View of El Buit from Kudia Federico
Repository: Adrian Shubert Personal Collection, Toronto, Canada
Source:
Spatial coverage: 35° 51' 36" N, 5° 25' 48" W
Date Created: 1913, 1914
Type: Postcards
Extent: 1 item
This postcard issued in 1913 or 1914 shows work on defensive positions to protect the road between Tangiers and Ceuta undertaken by Spanish military engineers in the Protectorate of Morocco. There were numerous military engineering projects across the territory of the Protectorate, and they were destined to serve private initiatives like mining as much as to defend the roads connecting towns in northern Morocco.
The place that appears in the photograph is located in the town of El Biutz and was known as Kudia Federico. Between 1936 and 1940 it was a concentration camp.
At least four of the more than 300 concentration camps spread across Spanish territory, and in which around one million Spaniards would spend time, were located in Morocco. Although this represents only a small proportion of the total, Morocco has the dubious honour of being the site of the very first camp, in Alcazaba de Zeluán, which opened on 19 July 1936. There was also the Zeluán camp, located very close to Melilla, in a place that was part of the historical memory of the Battle of Annual. (In 1921, a Spanish position at the nearby Mount Arruit had been besieged by Moroccan soldiers and its garrison massacred after surrendering.) A third camp, El Mogote, was scarcely three kilometres south of Tetuan. Finally, there was the walled Victoria Grande Fort in Melilla, although this was considered a women’s prison.
These camps were places of confinement, purges, punishment, re-education and extermination of the thousands of Spaniards who passed through them. Many of the prisoners in Morocco were members of workers’ centres in Tangiers and Tetuan and Republican civil servants and political figures. There were also some Jews who supported the Republic. In addition to the hunger, overcrowding, poor hygiene and disease that the prisoners endured, many were victims of the notorious paseos (rides). More than one hundred were shot in El Mogote alone. Other shootings took place in Asila, Chauen, Alcazarquivir, Rincón, Alhucemas, Nador, Castillejos, Río Martín, Bab Tizza, and Targuist.
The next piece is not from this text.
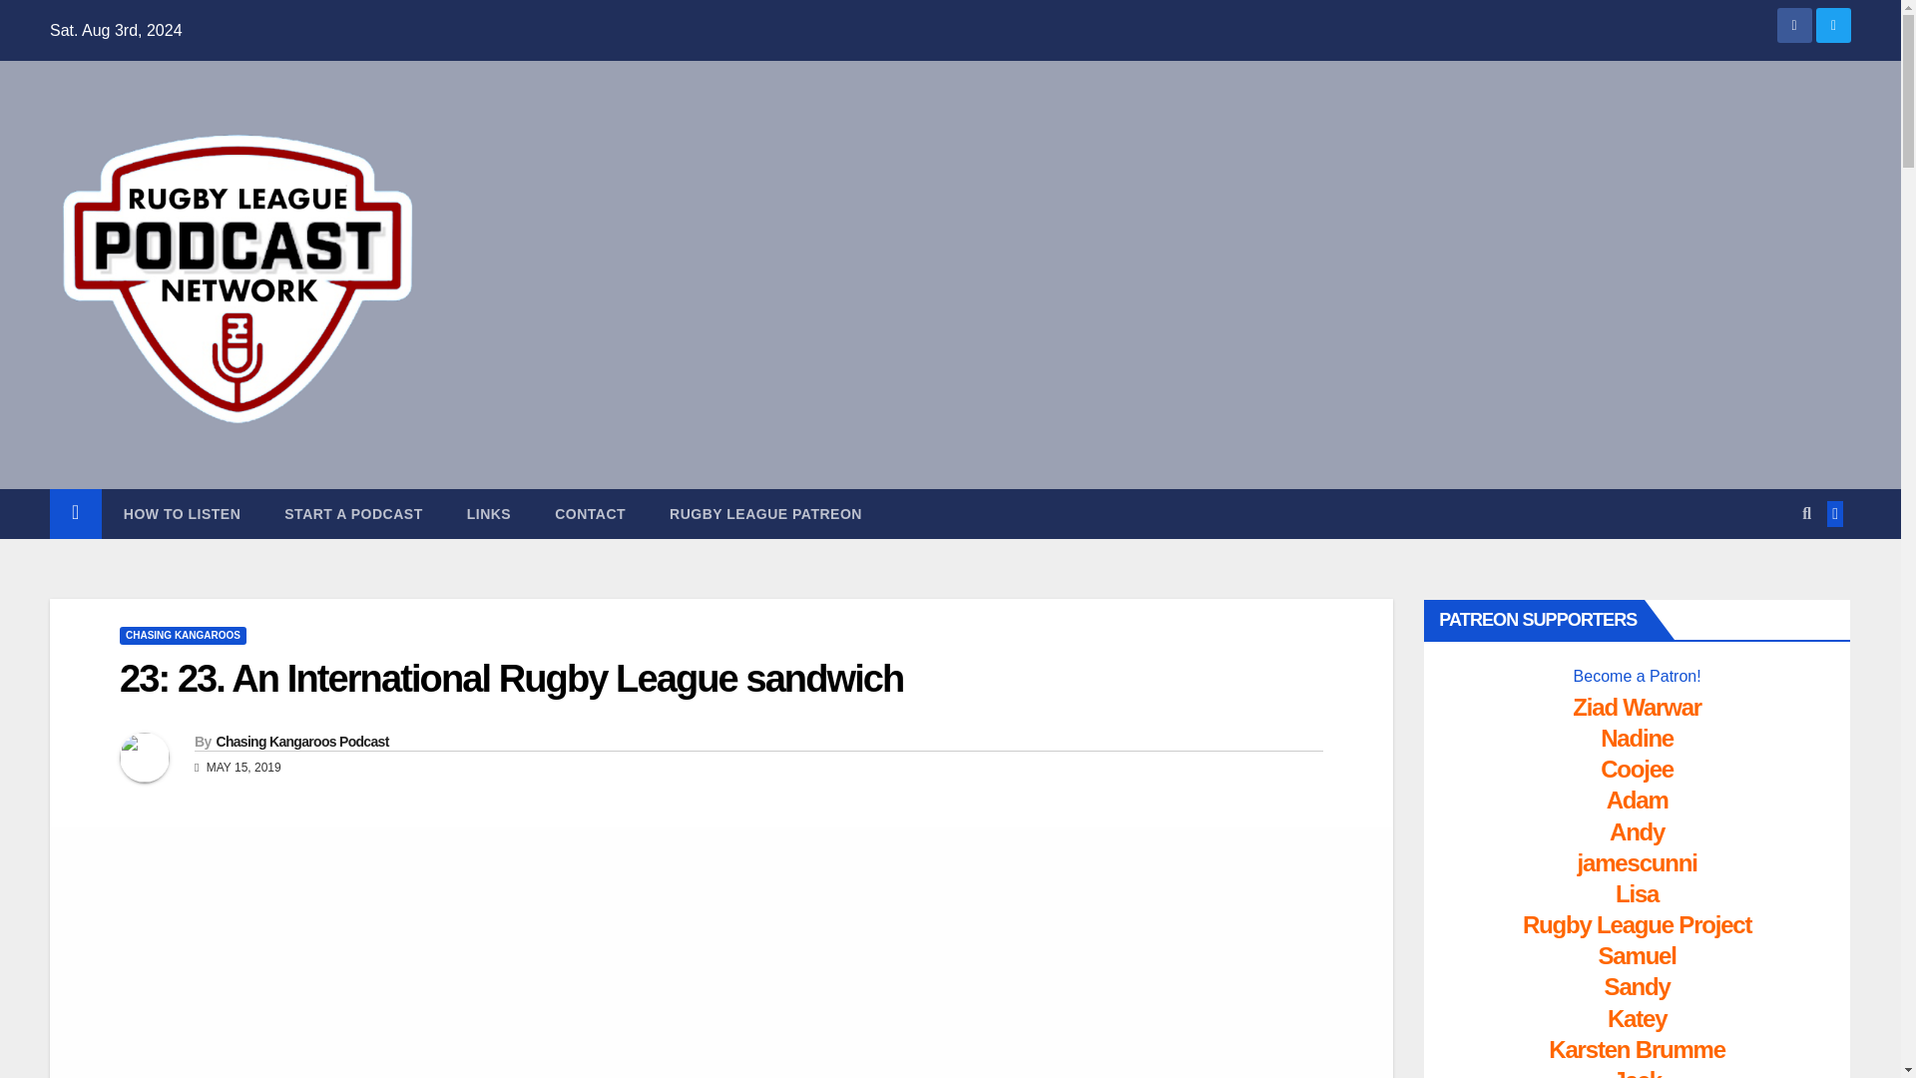  Describe the element at coordinates (301, 740) in the screenshot. I see `Chasing Kangaroos Podcast` at that location.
The first acts of the rebels in Morocco would set the pattern for the way in which the new authorities would treat those civilians they considered to be opponents. In the process, some of the structures built by the army in Morocco since 1912, some of which had been the site of glorious patriotic deeds, were sadly degraded as they were converted into punishment camps to serve the new order.